Documentary Australia Foundation

Next submission deadline is
Friday, 11th May 2012

River Of Dreams

River Of Dreams
Country
Australia
Year
1998
Director
John Hughes
Producer
John Hughes
Finance
Film Finance Corporation Australia, SBS Independent
Budget
AUD 220,000
Length
52 minutes

Synopsis

RIVER OF DREAMS explores the radically divergent approaches to 'country' between Indigenous and non-Indigenous people, conservationists and developers in the 'remote' Kimberley region of Australia's north west. Aboriginal performance artist Ningali Lawford, who was born in Fitzroy Crossing, narrates this imaginative and rich account of differing visions for the future of “landscape” and “county” at a moment when governments and the cotton industry propose a dam on the glorious Fitzroy river.

Impact

The Director's Statement

The film received awards from environmental and teaching organizations, screened on television and has ongoing distribution in educational contexts. All this work has a 'poetic' essay dimension available to the documentary form. The film deals with actuality very directly, but it also speaks through the deployment of the 'sensuous image' that is peculiar to this particular art form.

Like any individual work it is impossible to quantify an affect, in the way one might quantify the value of an advertising campaign or a free gift offer with a purchase of cosmetics. Just as it is impossible to quantify the 'social good' of a painting, a novel, a theatrical performance, the work of an individual teacher or the toiling dedication of a generation of quietly concerned and active citizens. I make no claim as to the specific social impact of my body of work; but I am prepared to defend its legitimacy in its attempt to provide other perspectives, and to illuminate our social experience. It is vital, given the range of pressures that increasingly undermine support for development, production and distribution of documentary that we to search for new solutions. We need to re-invigorate the capacity of the non-government sector to support this important tool in the construction of a viable independent voice in Australian democratic discourse.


• **HOW TO COMPLETE THIS TASK**
Identify all lines in the data containing the string "bearing". Copy them out.

Dataset listings of figures:
□ □ □ □ □ □ □

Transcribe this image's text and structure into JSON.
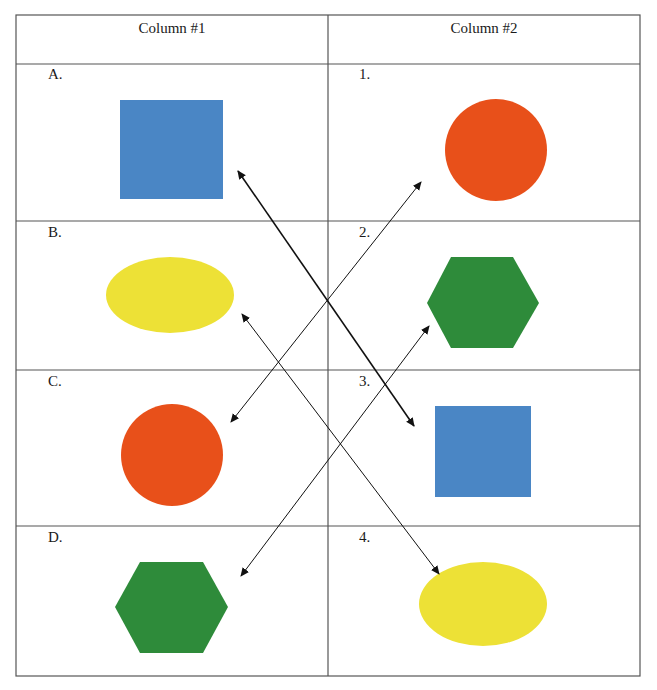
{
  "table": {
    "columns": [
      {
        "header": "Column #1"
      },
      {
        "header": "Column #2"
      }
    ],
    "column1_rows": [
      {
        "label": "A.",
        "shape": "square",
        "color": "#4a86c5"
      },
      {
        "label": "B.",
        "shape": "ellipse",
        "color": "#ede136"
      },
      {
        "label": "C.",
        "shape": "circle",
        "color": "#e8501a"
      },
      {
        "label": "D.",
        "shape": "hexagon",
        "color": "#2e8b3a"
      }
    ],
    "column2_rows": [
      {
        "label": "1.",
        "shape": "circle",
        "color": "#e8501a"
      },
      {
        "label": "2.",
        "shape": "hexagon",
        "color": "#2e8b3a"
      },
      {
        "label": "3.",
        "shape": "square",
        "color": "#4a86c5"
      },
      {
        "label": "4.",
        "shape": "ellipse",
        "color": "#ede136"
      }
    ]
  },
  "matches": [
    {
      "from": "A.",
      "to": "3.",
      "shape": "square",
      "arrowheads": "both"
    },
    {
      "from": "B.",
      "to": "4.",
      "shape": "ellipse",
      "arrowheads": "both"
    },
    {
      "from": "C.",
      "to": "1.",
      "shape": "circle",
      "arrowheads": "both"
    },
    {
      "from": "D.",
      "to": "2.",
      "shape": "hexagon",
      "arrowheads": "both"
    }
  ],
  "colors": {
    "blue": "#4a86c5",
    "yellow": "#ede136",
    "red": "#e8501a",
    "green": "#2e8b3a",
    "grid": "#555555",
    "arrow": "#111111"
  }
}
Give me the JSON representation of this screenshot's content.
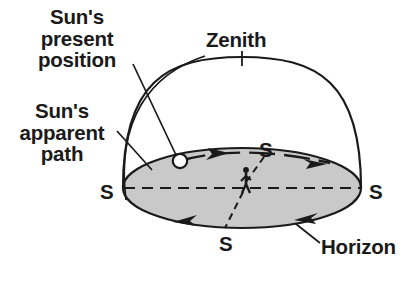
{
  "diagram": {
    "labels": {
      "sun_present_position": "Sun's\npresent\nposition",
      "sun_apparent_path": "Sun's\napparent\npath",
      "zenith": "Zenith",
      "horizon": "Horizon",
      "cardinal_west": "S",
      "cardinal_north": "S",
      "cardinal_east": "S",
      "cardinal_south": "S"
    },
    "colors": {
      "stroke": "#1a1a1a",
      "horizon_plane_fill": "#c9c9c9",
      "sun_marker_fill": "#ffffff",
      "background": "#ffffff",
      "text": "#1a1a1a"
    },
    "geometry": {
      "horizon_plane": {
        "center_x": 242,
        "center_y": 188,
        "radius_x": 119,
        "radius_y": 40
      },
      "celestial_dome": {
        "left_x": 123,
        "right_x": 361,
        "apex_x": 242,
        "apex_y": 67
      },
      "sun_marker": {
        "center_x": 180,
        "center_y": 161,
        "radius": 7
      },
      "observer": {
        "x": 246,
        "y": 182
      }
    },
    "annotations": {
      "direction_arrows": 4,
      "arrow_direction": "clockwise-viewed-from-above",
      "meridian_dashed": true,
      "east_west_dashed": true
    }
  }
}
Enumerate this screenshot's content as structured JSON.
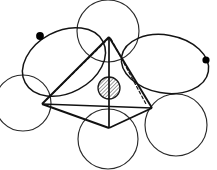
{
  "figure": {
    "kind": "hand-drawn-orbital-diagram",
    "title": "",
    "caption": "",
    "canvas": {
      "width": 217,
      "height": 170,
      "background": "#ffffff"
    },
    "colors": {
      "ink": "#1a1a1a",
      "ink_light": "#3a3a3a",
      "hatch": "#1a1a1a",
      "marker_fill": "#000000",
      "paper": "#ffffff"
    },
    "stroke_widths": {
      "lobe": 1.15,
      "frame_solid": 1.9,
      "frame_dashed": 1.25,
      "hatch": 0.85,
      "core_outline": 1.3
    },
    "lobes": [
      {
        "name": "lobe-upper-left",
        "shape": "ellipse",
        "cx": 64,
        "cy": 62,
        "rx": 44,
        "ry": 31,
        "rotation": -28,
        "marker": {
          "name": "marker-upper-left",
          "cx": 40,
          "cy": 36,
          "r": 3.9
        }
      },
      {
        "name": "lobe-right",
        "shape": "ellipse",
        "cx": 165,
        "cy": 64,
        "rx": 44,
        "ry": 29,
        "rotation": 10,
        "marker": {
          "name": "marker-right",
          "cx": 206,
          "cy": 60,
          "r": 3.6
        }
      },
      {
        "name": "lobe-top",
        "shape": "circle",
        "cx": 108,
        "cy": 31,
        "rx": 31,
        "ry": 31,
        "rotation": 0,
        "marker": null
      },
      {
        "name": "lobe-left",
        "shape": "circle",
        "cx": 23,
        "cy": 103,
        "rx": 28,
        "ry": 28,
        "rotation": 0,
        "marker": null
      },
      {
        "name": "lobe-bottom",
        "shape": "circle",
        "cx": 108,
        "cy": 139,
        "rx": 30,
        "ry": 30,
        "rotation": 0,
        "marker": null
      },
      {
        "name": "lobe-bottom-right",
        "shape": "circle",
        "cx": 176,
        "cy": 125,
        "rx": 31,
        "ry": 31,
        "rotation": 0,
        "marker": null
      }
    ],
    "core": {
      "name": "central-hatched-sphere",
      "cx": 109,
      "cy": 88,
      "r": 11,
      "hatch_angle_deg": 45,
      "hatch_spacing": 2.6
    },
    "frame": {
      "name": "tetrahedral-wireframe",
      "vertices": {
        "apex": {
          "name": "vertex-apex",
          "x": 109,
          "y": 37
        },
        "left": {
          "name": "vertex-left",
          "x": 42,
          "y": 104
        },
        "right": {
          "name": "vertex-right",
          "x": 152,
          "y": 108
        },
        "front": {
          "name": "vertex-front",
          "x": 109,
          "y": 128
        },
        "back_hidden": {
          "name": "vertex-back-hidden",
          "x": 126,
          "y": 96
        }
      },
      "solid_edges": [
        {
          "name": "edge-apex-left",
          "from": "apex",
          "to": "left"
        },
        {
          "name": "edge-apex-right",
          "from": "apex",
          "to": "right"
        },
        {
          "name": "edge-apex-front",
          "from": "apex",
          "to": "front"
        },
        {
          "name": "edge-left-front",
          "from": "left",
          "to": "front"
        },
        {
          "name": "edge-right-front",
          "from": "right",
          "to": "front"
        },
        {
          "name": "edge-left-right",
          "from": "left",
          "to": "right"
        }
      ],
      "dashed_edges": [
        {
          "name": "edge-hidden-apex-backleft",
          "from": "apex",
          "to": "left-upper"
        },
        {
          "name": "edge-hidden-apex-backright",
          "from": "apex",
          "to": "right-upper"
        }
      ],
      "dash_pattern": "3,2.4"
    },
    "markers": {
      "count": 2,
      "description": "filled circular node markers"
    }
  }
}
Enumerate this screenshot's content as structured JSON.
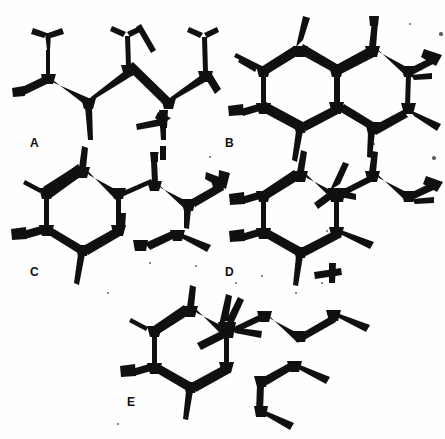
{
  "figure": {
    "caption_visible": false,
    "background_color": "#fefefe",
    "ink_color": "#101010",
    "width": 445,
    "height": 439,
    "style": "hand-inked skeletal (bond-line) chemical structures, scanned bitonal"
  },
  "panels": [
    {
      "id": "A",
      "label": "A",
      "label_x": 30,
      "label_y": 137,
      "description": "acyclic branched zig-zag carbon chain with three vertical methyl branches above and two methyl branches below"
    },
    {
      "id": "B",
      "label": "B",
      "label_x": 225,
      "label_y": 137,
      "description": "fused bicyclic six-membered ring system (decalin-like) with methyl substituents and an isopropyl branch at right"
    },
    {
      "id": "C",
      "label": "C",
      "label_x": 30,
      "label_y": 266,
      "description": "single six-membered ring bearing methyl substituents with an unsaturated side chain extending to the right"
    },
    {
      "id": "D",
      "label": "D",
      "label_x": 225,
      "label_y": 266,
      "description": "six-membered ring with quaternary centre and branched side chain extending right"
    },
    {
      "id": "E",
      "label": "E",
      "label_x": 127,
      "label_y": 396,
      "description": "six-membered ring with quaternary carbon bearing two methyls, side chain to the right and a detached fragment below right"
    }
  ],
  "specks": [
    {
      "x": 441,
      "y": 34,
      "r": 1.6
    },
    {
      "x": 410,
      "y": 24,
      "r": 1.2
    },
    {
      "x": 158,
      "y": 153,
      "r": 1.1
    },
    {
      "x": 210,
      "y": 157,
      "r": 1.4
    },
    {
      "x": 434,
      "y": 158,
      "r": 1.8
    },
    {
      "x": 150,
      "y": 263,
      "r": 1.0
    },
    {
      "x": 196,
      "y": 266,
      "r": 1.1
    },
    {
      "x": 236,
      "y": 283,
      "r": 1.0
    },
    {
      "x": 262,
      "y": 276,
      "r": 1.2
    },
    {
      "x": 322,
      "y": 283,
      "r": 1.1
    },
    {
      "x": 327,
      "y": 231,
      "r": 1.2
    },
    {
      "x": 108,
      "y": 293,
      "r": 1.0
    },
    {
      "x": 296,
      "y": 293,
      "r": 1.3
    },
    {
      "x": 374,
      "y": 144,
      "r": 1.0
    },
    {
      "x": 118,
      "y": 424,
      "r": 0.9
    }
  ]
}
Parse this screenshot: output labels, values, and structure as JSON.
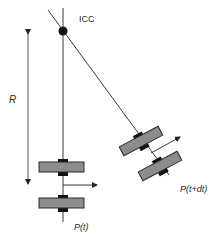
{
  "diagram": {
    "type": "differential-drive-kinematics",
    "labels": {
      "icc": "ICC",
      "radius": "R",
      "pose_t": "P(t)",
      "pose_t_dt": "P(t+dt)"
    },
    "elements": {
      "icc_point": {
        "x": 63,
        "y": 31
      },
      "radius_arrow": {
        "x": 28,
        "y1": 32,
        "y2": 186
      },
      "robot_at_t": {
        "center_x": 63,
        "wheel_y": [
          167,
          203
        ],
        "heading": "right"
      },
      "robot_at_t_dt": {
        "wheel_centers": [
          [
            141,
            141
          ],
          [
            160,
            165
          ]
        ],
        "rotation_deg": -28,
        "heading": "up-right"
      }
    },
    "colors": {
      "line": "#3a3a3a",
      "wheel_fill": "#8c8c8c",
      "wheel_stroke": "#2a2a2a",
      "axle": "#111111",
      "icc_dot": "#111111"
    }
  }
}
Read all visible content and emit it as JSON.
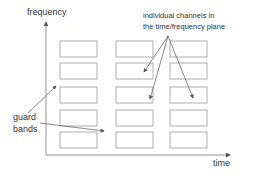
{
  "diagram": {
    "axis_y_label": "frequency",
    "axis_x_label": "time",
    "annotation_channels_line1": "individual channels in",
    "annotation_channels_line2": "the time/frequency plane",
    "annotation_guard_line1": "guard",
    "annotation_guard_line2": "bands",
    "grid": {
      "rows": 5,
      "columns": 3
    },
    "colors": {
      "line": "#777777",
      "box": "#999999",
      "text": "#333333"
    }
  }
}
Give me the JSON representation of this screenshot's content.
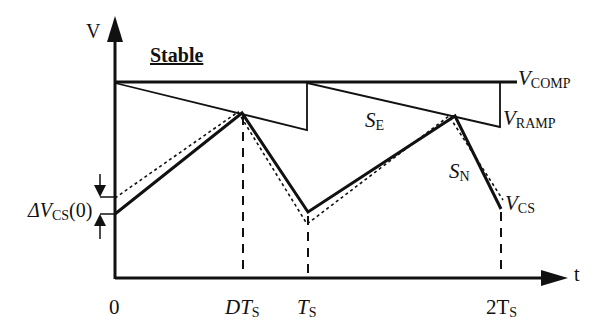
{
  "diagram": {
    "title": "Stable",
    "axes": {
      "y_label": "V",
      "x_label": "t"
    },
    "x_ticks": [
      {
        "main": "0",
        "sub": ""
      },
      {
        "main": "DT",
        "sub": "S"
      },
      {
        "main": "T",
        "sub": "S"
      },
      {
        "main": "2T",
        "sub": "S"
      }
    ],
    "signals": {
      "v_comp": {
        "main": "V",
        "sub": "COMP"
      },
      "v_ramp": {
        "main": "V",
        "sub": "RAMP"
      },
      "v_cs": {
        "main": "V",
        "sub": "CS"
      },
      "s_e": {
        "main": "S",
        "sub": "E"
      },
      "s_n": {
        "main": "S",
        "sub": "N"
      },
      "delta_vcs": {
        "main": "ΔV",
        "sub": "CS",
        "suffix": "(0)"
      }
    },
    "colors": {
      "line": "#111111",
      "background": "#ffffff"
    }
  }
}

□ □ □ □ □ □ □

• **EXERCISE RESPONSE**
      "description": "single six-membered ring bearing methyl substituents with an unsaturated side chain extending to the right"
      "description": "six-membered ring with quaternary carbon bearing two methyls, side chain to the right and a detached fragment below right"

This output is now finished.